### Problem to solve:
When you reach the line containing "Locate an element", repeat that line and each one after it exactly until the records end, leaving out pictures.

### Available data:
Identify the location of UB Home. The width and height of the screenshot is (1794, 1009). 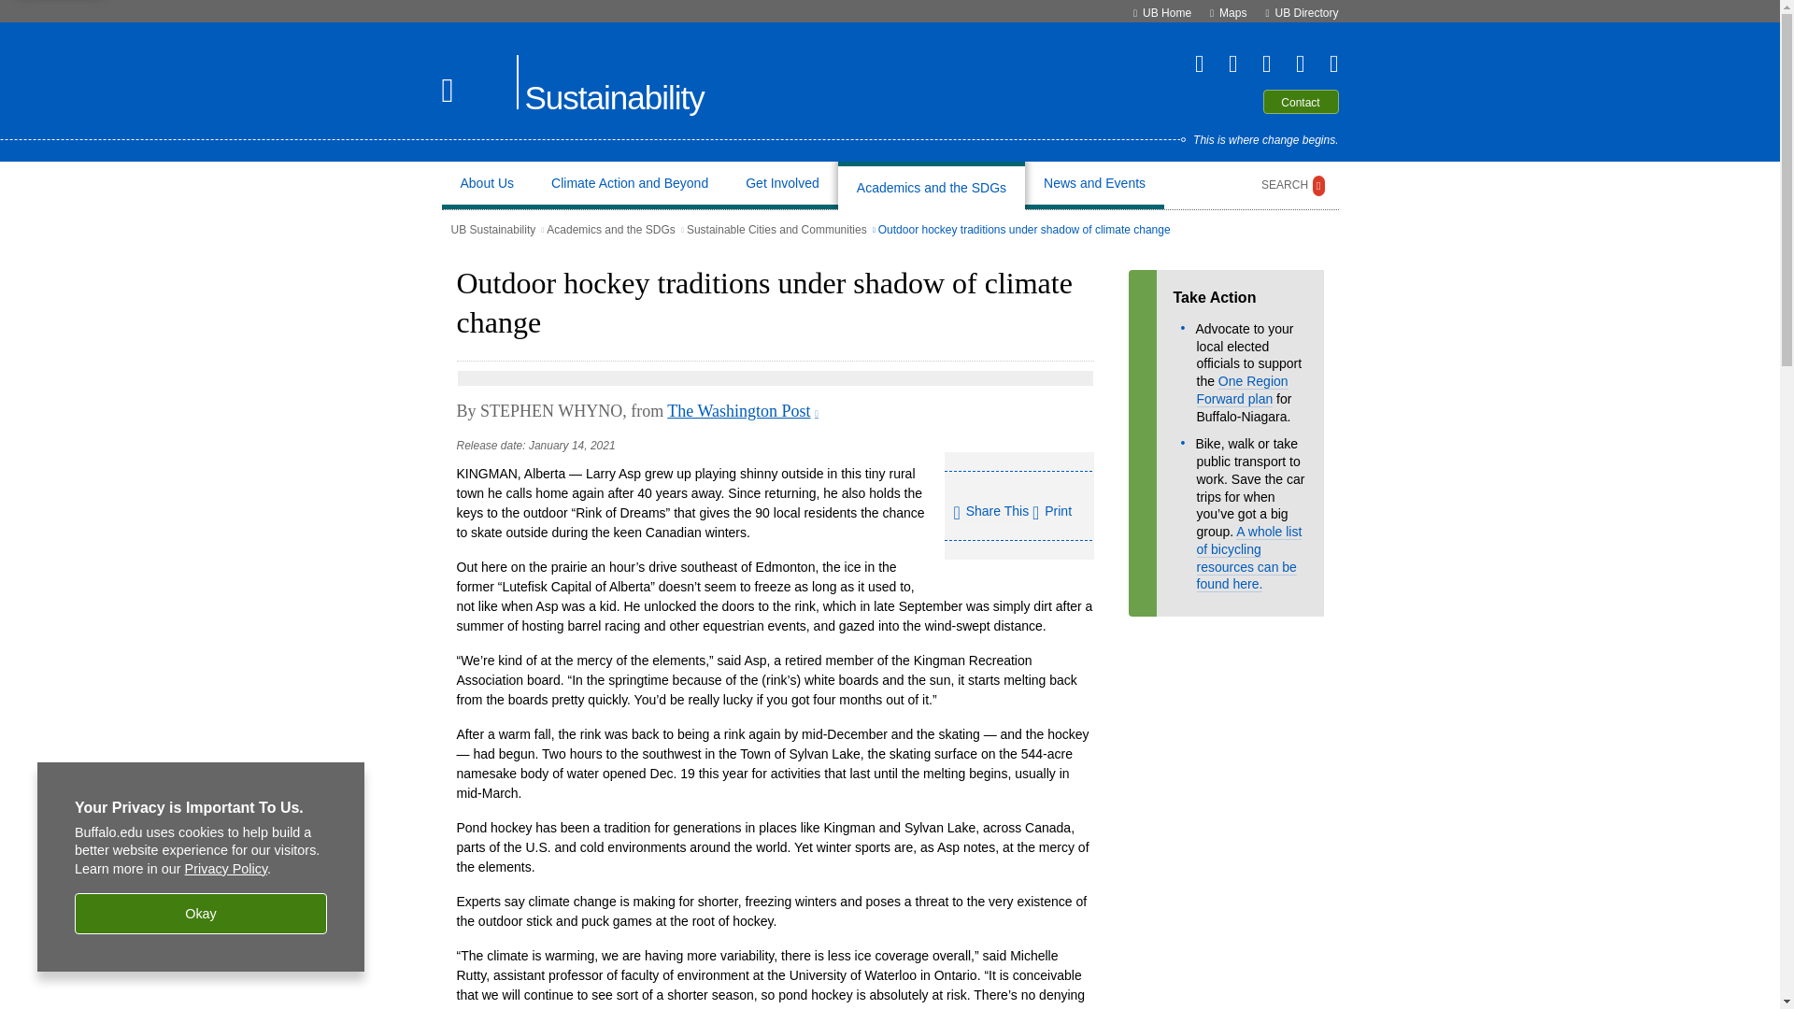
(1166, 12).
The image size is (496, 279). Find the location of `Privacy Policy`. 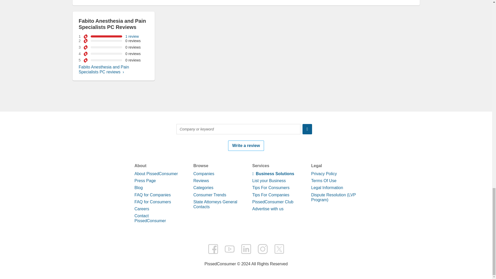

Privacy Policy is located at coordinates (324, 174).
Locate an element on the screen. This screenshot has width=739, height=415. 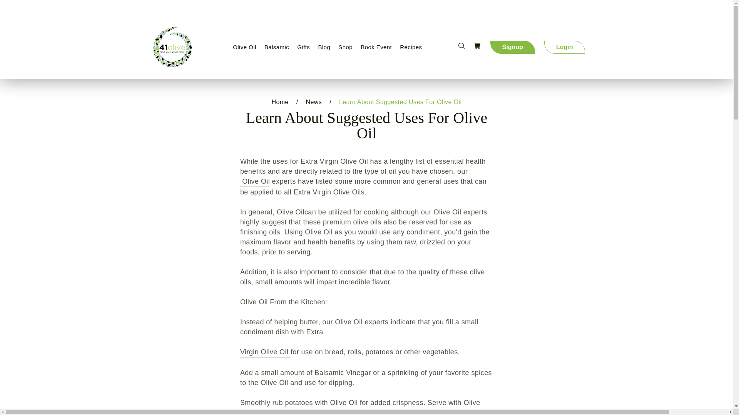
Gifts is located at coordinates (303, 47).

### Answer space:
Locate an element on the screen. This screenshot has width=739, height=415. 
Gifts is located at coordinates (303, 47).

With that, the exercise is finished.